Caught Between Worlds

Boice was disturbed at what he was seeing during the last years of his life. He believed that American morality, families and schools were in rapid decline, and that evangelicals had fared poorly in relating to culture to the point of being negligible (xi–xii). However, Christians mustn’t react by adopting extremes: either withdrawing completely from society (because that changes nothing), adopting liberal Christianity (because that surrenders to the world) or pursuing Christian nationalism (building another worldly kingdom destined to fail) (102–105).

Boice argues that Christians are citizens of both cities, and therefore must exhibit a measure of both “responsibility and realism” (114). We are to work responsibly for the world’s improvement, but at the same time expect realistically that this world will continue to be sinful and corrupted until Christ’s return. That means participating in secular life rather than shooting from “the sidelines at secular people and at what secular people are doing” (114).

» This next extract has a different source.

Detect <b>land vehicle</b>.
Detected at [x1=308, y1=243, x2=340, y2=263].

Boice draws on American theologian Michael Horton’s Beyond Culture Wars (1994) when he strongly states that evangelicals currently offer little in cultural battles:

first, because they have not participated in culture enough for their views about it to be taken seriously, and second, because they do not know the Bible or their own theology well enough to be able to give a distinctly Christian contribution if they did. (115)

The Rediscovered World

The stakes are high. Abandonment of biblical Christianity in some quarters has only produced a “pitiful state of uncertainty and insecurity in church leaders” (107). “People are not attracted to a church that does not know what it believes” (108). Imposing our own moral code on others, criminalising sinful behaviour and creating nice ghettos for ourselves is only going to backfire, Boice believes (123).

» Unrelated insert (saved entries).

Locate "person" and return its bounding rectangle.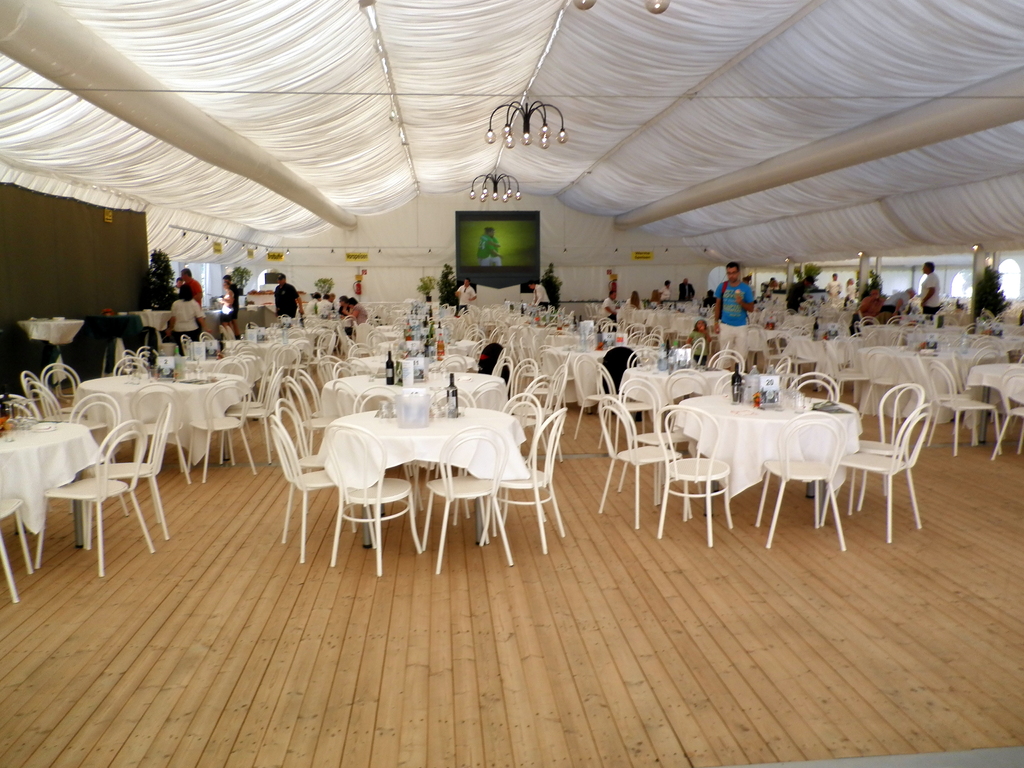
(481,225,505,266).
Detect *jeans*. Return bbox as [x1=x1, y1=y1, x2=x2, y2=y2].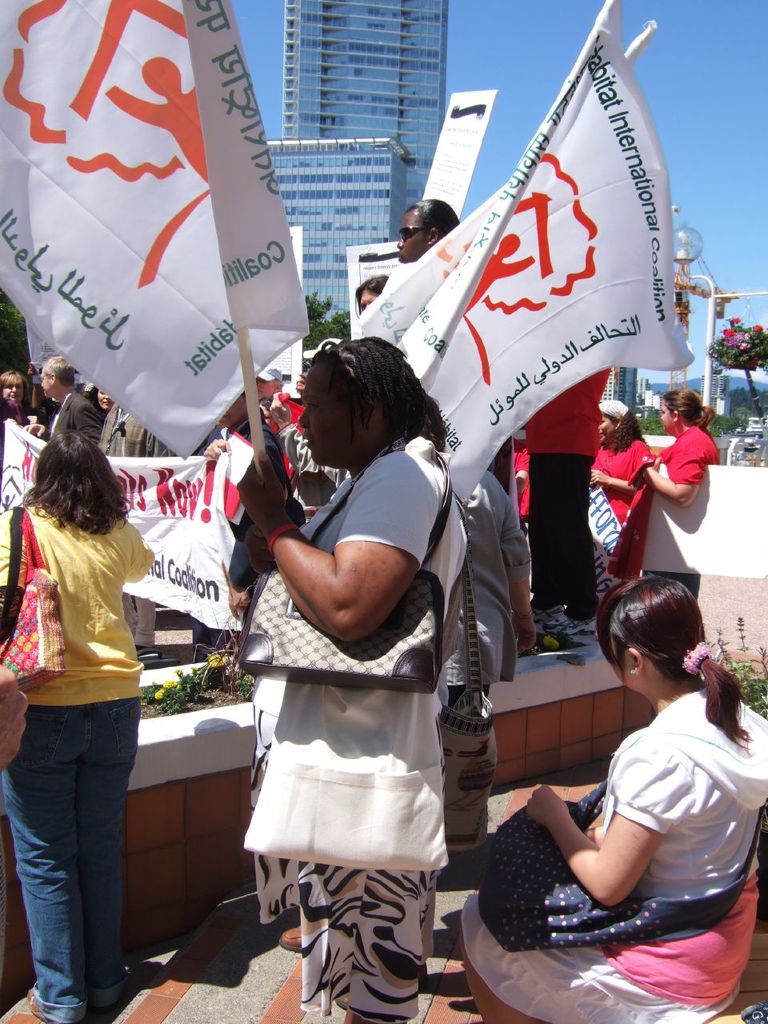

In other words, the city of God is in danger of having little impact on the city of man. Boice calls today’s church to embody six principles characteristic by John 17—joy, holiness, truth, mission, unity, and love. Too much emphasis in the modern church is on growing attendances, political structures and laws. Jesus, however, was focussed on the glorification of God, and the character and conduct of those by whom God would be glorified (173–174). People who live in the city of God cannot withdraw from the culture and expect the culture to change.

New World Order

The revised edition of Two Cities, Two Loves is easy to digest, with incredible riches in every chapter—too many to explore here. However, some clangers have made it through including this one: “[Emperor] Constantine had converted to Christianity after his victory at the Milvian Bridge in 312BC” (xiv). That’s some feat, considering Jesus hadn’t been born, the Roman Empire hadn’t been founded, and the Milvian Bridge didn’t exist. Nitpicking, yes? But this is a revised edition.

There’s also the assertion that in Mark 4:35–41, Satan tries to destroy Jesus with the storm on the Sea of Galilee, forcing Jesus to rebuke it (7). Some commentators run with that line, but Scripture such as Psalm 135:7 makes it clear that God has global control of the weather. The point here is exactly what the disciples declare: “Who then is this, that even the wind and the sea obey him?” (Mk 4:41). Jesus is God. He is in control.

Lastly, for such a big picture work with timeless truths, it’s incredibly American-centric. The revision needed to trim some of the unnecessary references, which would have only strengthened it and made it more pressing for the city of God at large.